Running our dotnet run -- check-env command again gives us:

   ___            _      _
  / _ \    __ _  | | __ | |_    ___    _ __
 | | | |  / _` | | |/ / | __|  / _ \  | '_ \
 | |_| | | (_| | |   <  | |_  | (_) | | | | |
  \___/   \__,_| |_|\_\  \__|  \___/  |_| |_|

   1.) Success: File 'appsettings.json' exists
   2.) Success: Lamar IoC Service Registrations
   3.) Success: Lamar IoC Type Scanning

Running Environment Checks ---------------------------------------- 100%

All environment checks are good!

The Lamar container checks are a little heavyweight, so watch out for that because you might want to dial them back. Those checks run through every single service registration in Lamar, verifies that all the dependencies exist, and tries to build every registration at least once.

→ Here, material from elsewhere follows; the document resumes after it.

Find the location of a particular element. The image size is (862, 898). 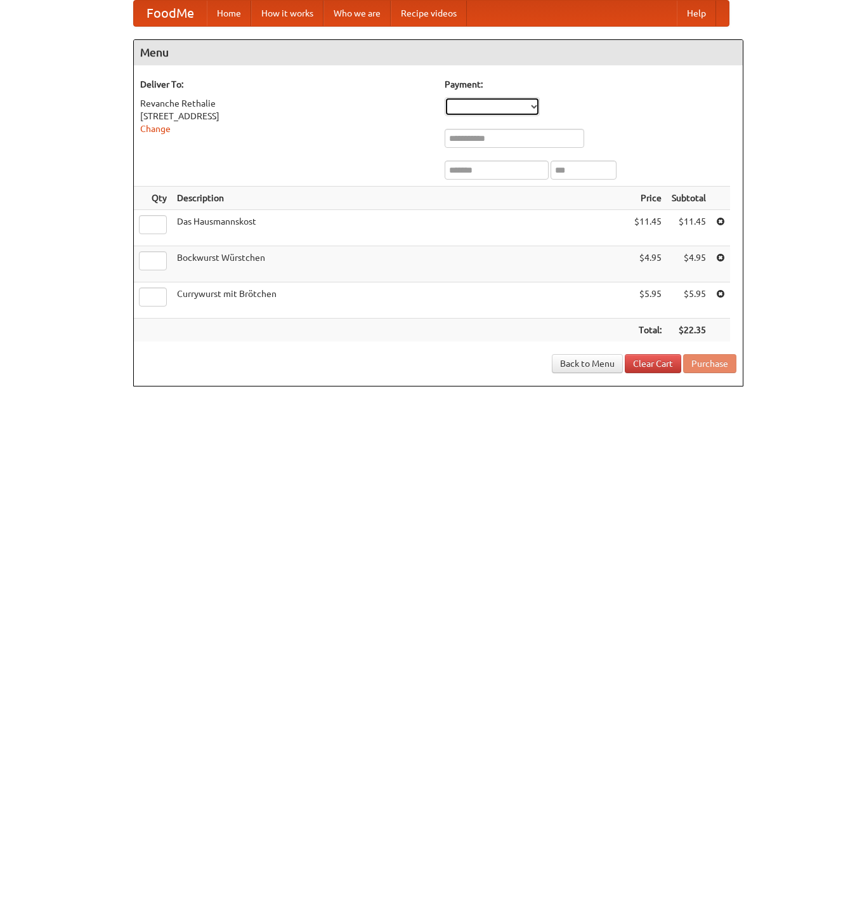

Next though, let’s look at how Lamar lets us plug its own form of environment checks. On any concrete class that is built by Lamar, you can directly embed environment checks with methods like this fake service:

    public class SometimesMisconfiguredService
    {
        private readonly IConfiguration _configuration;

        public SometimesMisconfiguredService(IConfiguration configuration)
        {
            _configuration = configuration;
        }

        [ValidationMethod]
        public void Validate() // The method name does not matter
        {
            var connectionString = _configuration.GetConnectionString("database");
            using var conn = new SqlConnection(connectionString);
            
            // Just try to connect to the configured database
            conn.Open();
        }
    }

The method name above doesn’t matter. All that Lamar needs to see is the [ValidationMethod] attribute. See Lamar’s Environment Tests for a little more information about using this feature. And I don’t really need to “do” anything other than throw an exception if the check logically fails.

And I’ll register that service in the container in the Startup.ConfigureServices() method like so:

            services.AddSingleton<SometimesMisconfiguredService>();

Now, going back to the application and I’ll try to start it up with the environment check flag active — but I haven’t configured a database connection string or even attempted to spin up a database at all, so this should fail fast. And it does with a call to dotnet run -- --check:

   1.) Success: File 'appsettings.json' exists
   2.) Failed: Lamar IoC Service Registrations

ERROR: Lamar.IoC.ContainerValidationException: Error in WebApplication.SometimesMisconfiguredService.Validate()

AND A LOT OF STACK TRACE VERBIAGE FROM THE FAILURES

To get at just the Lamar container validation, you can also use dotnet run -- lamar-validate. IoC container tools are a dime a dozen in .Net, and many of them are perfectly competent. When I’m asked “why use Lamar?”, my stock answer is to use Lamar for its diagnostic capabilities.